Let’s roll with life’s punches
Who. Hoo. Level 1. I, again, like William Wallace Mel Gibson-style shout: Freedom! My black eyes are maybe just not Gibson’s blue make-up (too soon, too soon).
But we all have black eyes, I realise after I talk to my psychiatrist friend.
He’s high up; the highest you want: head of an antidepressant countrywide lifeline; “renowned” on the international stage – but for me? Just Frans.
And Frans tells me plenty about black eyes.
“This woman sits across my desk: ‘Doctor, I lost my job; I have no family; please?’ What do I tell her, Carine? How do I give her hope? There is none.”
If he doesn’t have the answer, I can’t even pretend to.
And here’s my niggly worry: high-up doctor of psychiatry is not only fallible, he folds. He is human. And he is down. Like all of us. But a psychiatrist dares not admit.
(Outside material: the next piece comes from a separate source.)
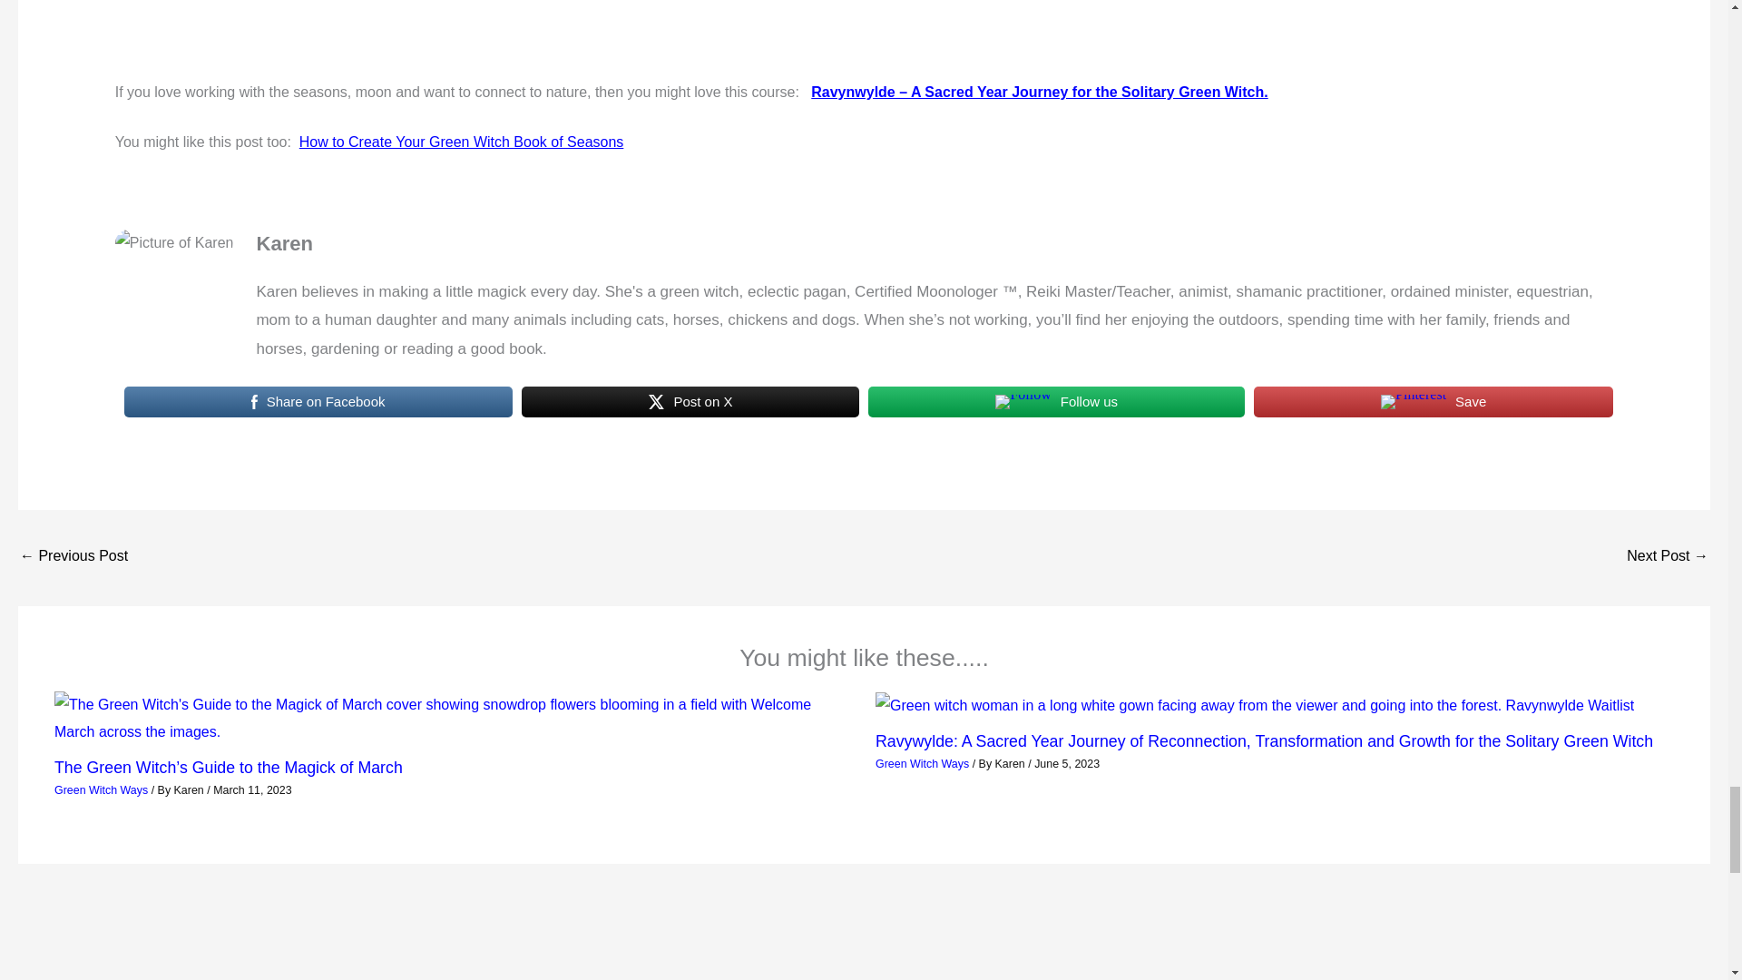 The height and width of the screenshot is (980, 1742). What do you see at coordinates (174, 242) in the screenshot?
I see `3 Easy Ways to Connect to Nature 7` at bounding box center [174, 242].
Ever.
As much as he deals with the “abnormal” in normal times, this is the new normal that is but so abnormally normal.
I want him to read all the normals in the abnormal sentence above – but I know he couldn’t care about “normal”. His normal is the abnormal; that’s what he deals with. There’s no new normal.
Dare I confide in you? The good doctor is trying to deal with whatever comes his way the best he can. But his mind …
How do you handle hopelessness? You do. But you know you are lying, methinks – and life gives you a black eye.
Life’s black eyes never lie. It’s just hard to recognise. Look past the sunglasses or the smudge of Mel Gibson’s blue make-up and you’ll see: the people waiting to help us have black eyes too.
They feel the punches too; those unseen ones in the soft tissue. Those that make you curl up because you just can’t help.
They have the tools; the training to roll with life’s punches – but they just can’t roll the way they normally do.
Frans, I know, doesn’t have the answer. But you know what goes a long way? One kind word, one loving acknowledgment: “I’m here.”
Kindness. What a simple way to tell another struggling soul that there is love to be found out there.